I'd seen Reggie before he went off to Burger King, asked him what he'd been up to. “Nothing.”

“Let me see that,” I said. It was heavier than it looked. Its insides dense with cause and effect. I curled my finger around the trigger. Okay. Got the gist. I pretended to study it for a few more moments and gave it back to Bobby.

“I'm going to bring this shit to school,” Bobby said. He put his crazy face on. “Stick up some pink motherfuckers. Bla-blam!”

Which was bullshit. Hunting preppies — the Deadliest Game of All — would cut into his daily vigil outside the college counselor's office. Despite his recent theatrics. This BB-gun shit was making people act like dummies.

To wit: he pointed it at me. “Hands in the air!”

I shielded my eyes with my hand. “Get that shit outta my face!”

He laughed. “Hot oil! Hot oil!” he said, rolling his eyes manically.

“Shoot my eye out,” I said. Reggie had started saying “Hot oil! Hot oil!” whenever I bossed him around or said something lame. After the twentieth time, I asked him why he kept saying that, and he said there was a semi-retarded guy who worked at Burger King through a special program, and he always got agitated when he walked by the fryers, squealing “Hot oil!
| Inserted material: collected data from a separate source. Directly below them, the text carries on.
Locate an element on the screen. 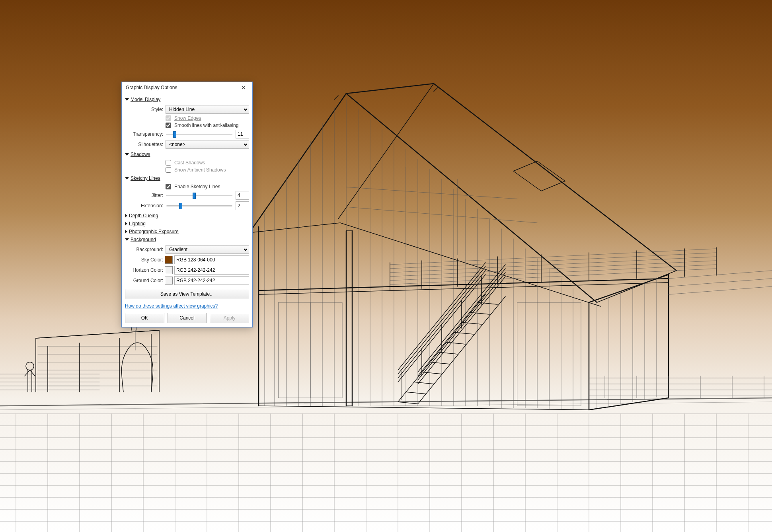 The width and height of the screenshot is (772, 532). ground-color-label: Ground Color: is located at coordinates (144, 281).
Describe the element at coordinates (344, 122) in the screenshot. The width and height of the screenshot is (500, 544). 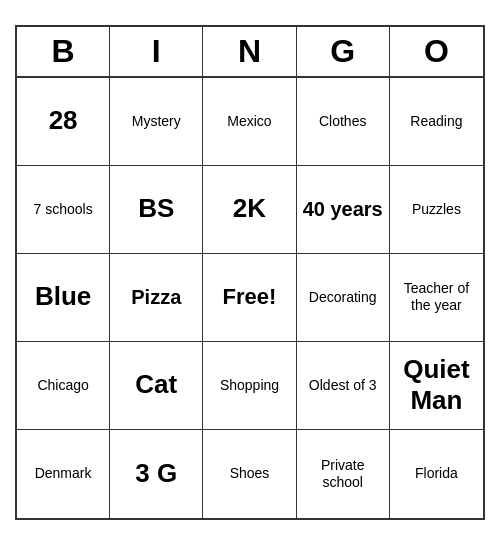
I see `cell-r0-c3: Clothes` at that location.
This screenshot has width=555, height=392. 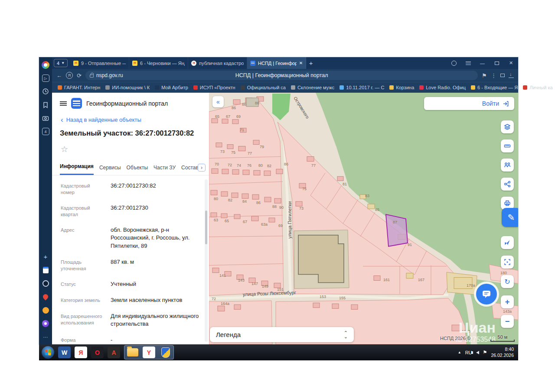 What do you see at coordinates (114, 353) in the screenshot?
I see `amigo-icon: A` at bounding box center [114, 353].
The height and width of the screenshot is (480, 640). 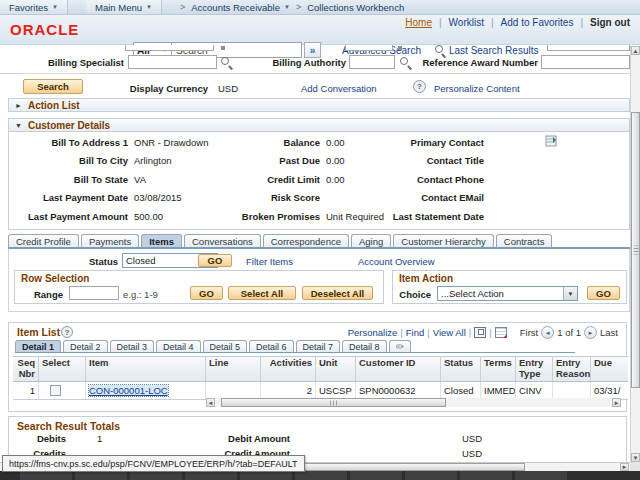 I want to click on column-header-line: Line, so click(x=234, y=369).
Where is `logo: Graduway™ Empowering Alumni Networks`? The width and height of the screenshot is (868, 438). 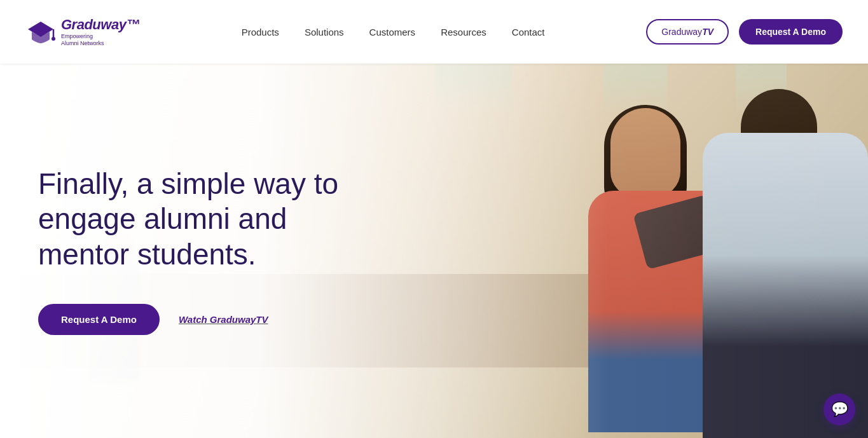 logo: Graduway™ Empowering Alumni Networks is located at coordinates (83, 32).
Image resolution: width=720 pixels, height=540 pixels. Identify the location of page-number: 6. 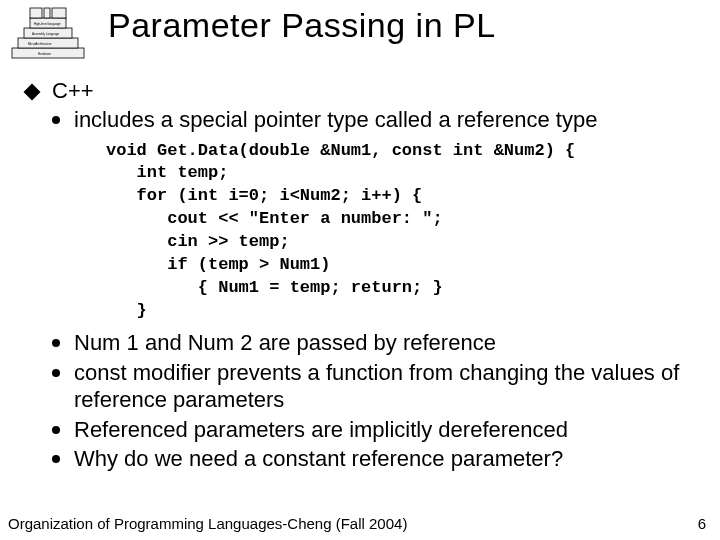
(702, 524).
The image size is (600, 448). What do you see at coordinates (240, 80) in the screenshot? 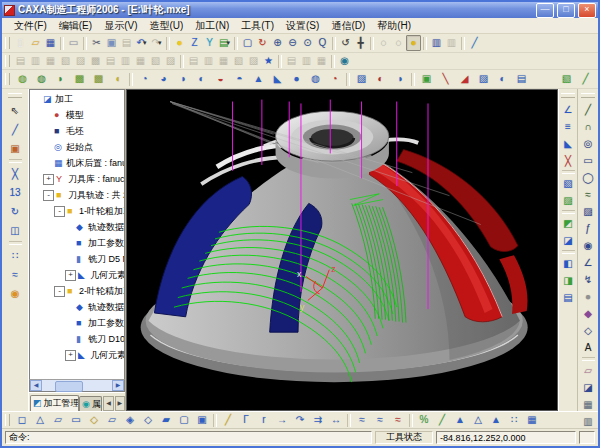
I see `corner-machining-button: ◓` at bounding box center [240, 80].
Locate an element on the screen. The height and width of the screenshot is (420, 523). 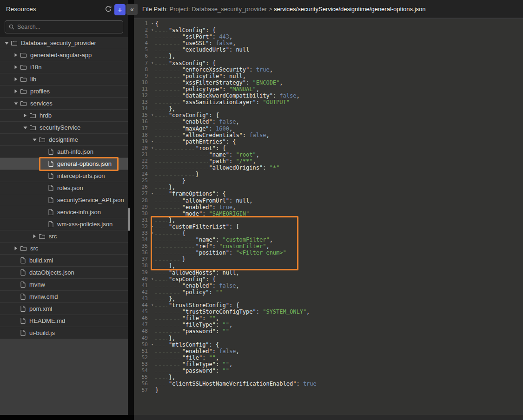
tree-item-build.xml: build.xml is located at coordinates (64, 261).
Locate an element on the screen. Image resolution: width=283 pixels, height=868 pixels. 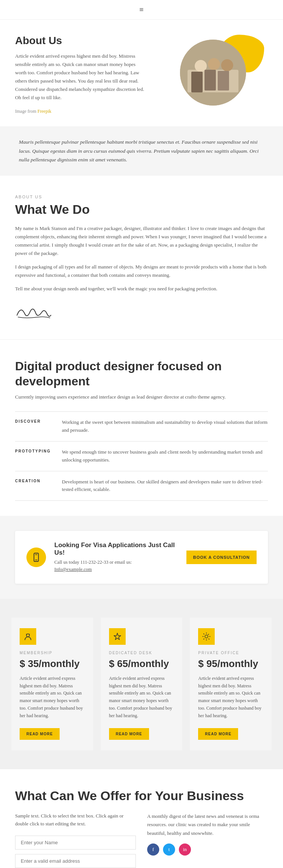
membership-desc: Article evident arrived express highest … is located at coordinates (52, 698).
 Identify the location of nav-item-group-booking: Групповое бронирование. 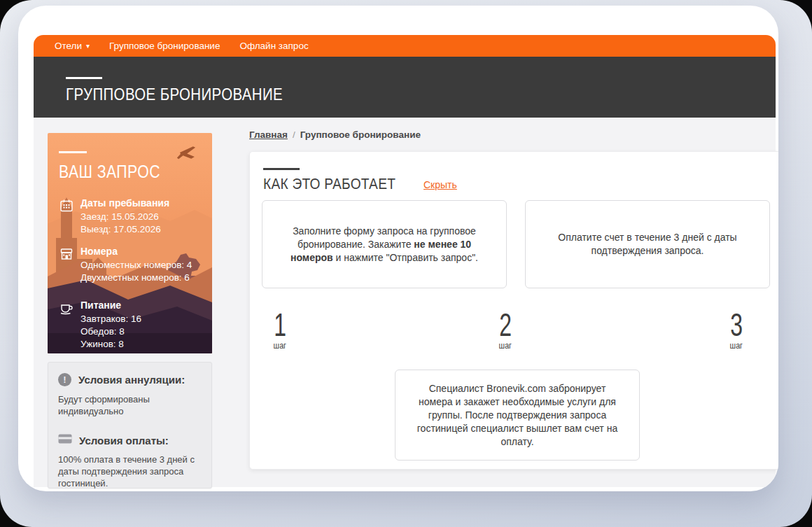
(164, 46).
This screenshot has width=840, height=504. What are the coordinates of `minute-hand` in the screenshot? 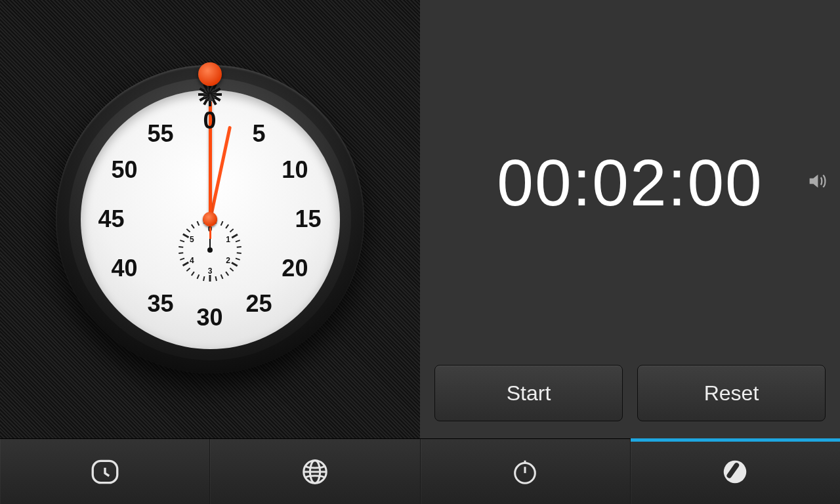 It's located at (220, 173).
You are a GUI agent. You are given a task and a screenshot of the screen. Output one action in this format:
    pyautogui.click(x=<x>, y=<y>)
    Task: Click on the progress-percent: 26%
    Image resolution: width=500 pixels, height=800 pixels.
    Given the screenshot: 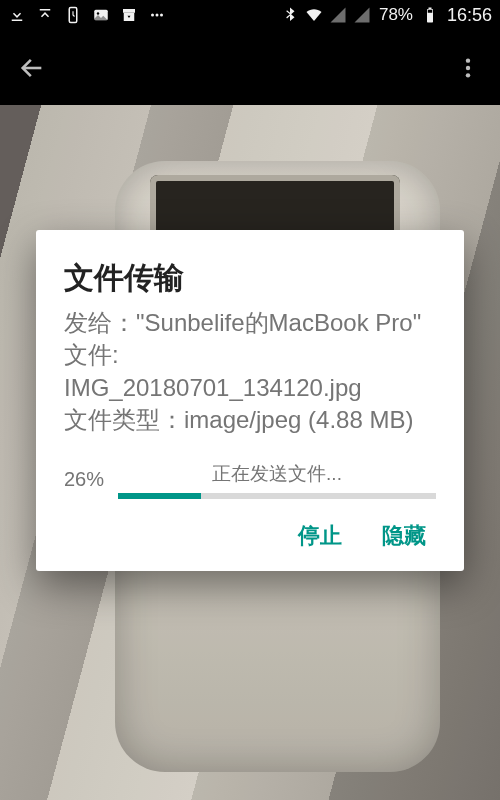 What is the action you would take?
    pyautogui.click(x=87, y=480)
    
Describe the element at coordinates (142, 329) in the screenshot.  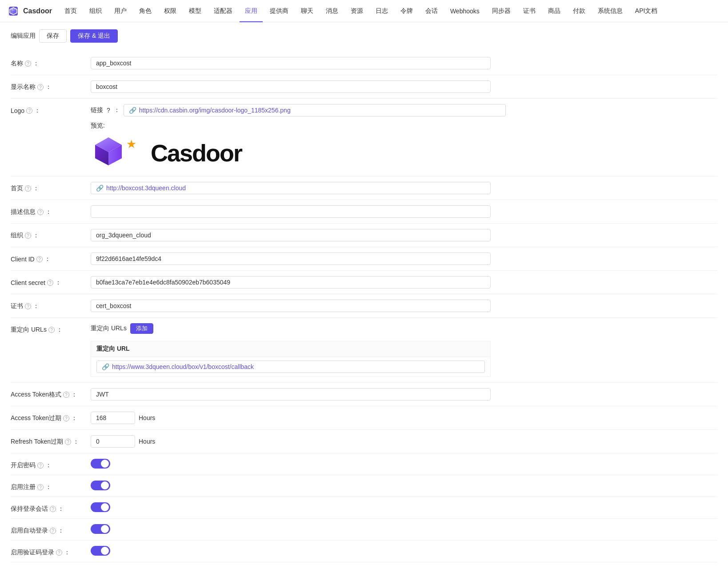
I see `add-redirect-url-button: 添加` at that location.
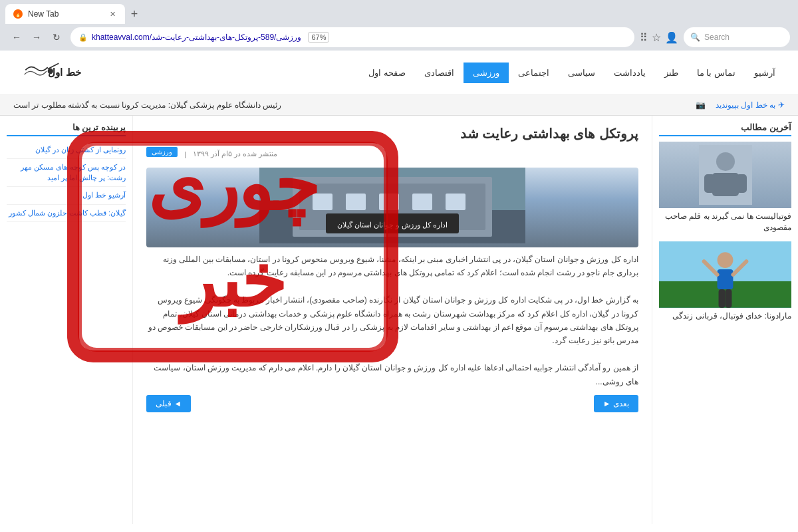  What do you see at coordinates (392, 321) in the screenshot?
I see `article-paragraph-2: به گزارش خط اول، در پی شکایت اداره کل ور…` at bounding box center [392, 321].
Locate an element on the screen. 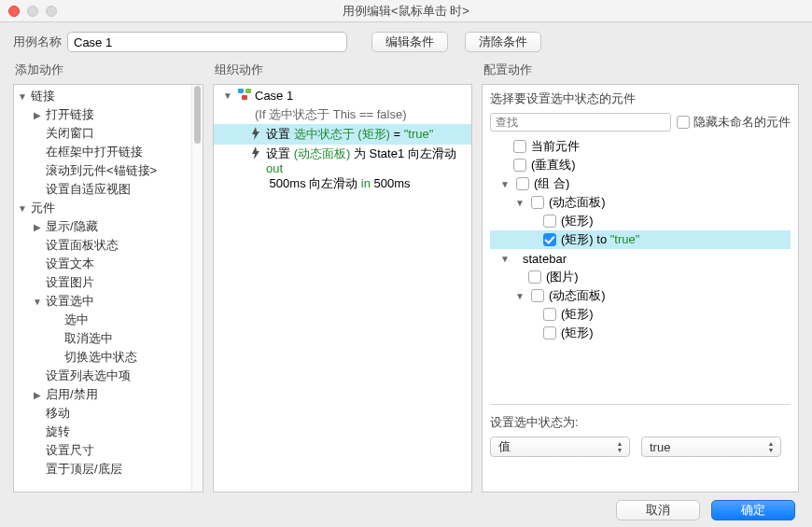 Image resolution: width=812 pixels, height=527 pixels. action-tree-item: ▶启用/禁用 is located at coordinates (108, 395).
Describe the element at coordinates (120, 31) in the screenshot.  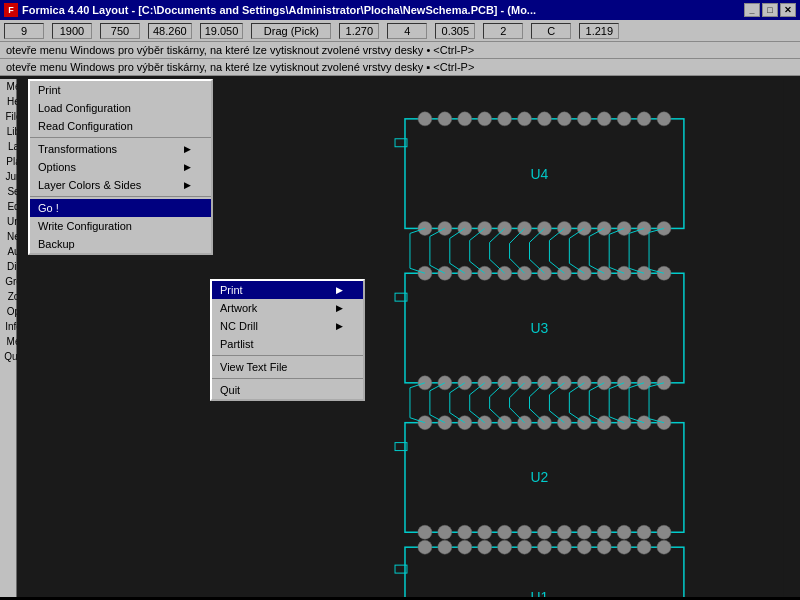
I see `toolbar-cell-2: 750` at that location.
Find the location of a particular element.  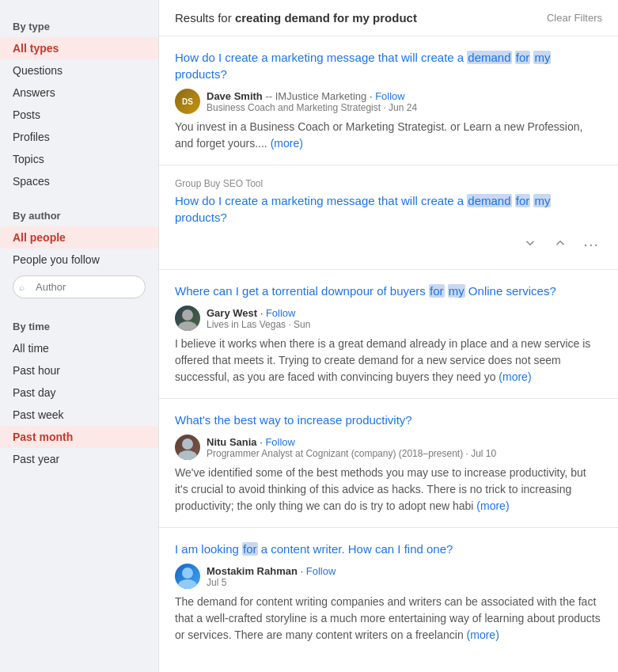

author-info-4: Nitu Sania · Follow Programmer Analyst a… is located at coordinates (351, 448).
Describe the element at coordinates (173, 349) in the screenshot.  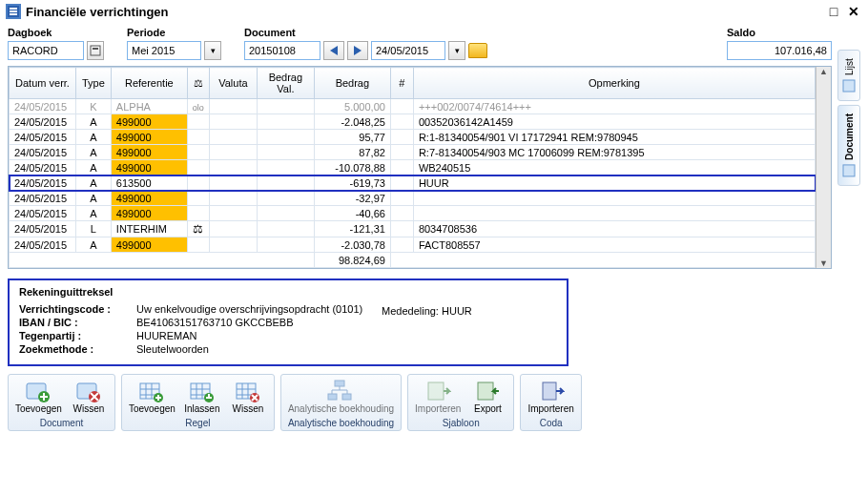
I see `zoekmethode-value: Sleutelwoorden` at that location.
Hot oil!” to remind himself.

“Don't worry. I got the safety on,” Bobby said, pulling the trigger. The BB shot out, hit the wall, ricocheted into his computer monitor, bounced against the window, and disappeared under his bed. “Sorry, man! Sorry, sorry!” he yelped. Downstairs, one might conjecture, grandpa stirred in his sleep.

At least it was a plastic BB. Randy had copper BBs and Bobby had plastic BBs at that point. The plastic ones didn't hurt that much. The copper ones could do some real damage, though, as I saw the next week when I found myself out on “target practice.” We were on our way to Bridgehampton to walk around. Me, Randy driving, Clive, and NP Then Randy pulled into the parking lot of Mashashimuet Park.

“I thought we were going to Bridgehampton,” I said.

“After we go shooting,” Randy said. He slipped the car keys into his pocket.

We walked into the trails behind the park. NP carried a moldy cardboard box. When I asked him what was inside he said, “That would be telling.” I followed behind Randy and NP, and ahead of Clive, according to a beloved survivor scenario from the old days. The trails, you see, were maintained by the wheels of pickups, motorbikes, and ATVs, which ground down foolhardy weeds, churned up the dirt, and snapped off the branches of the sad oaks and sticker bushes to the side. Where the trails opened into small clearings, we discovered proof of older kid/redneck presence — old beer cans and cigarette butts, sure, but also shotgun shells. The woods between towns were the domain of good old boys and their good-old-boy inclinations. Out of reach of the law, out of earshot, they could get down to the business of shootin' things. We never in all our summers came across another soul out there, but such a thing was just a matter of time, surely. Walk toward the rear of the pack but ahead of the last guy, and you had insulating bodies to protect you in case of ambush.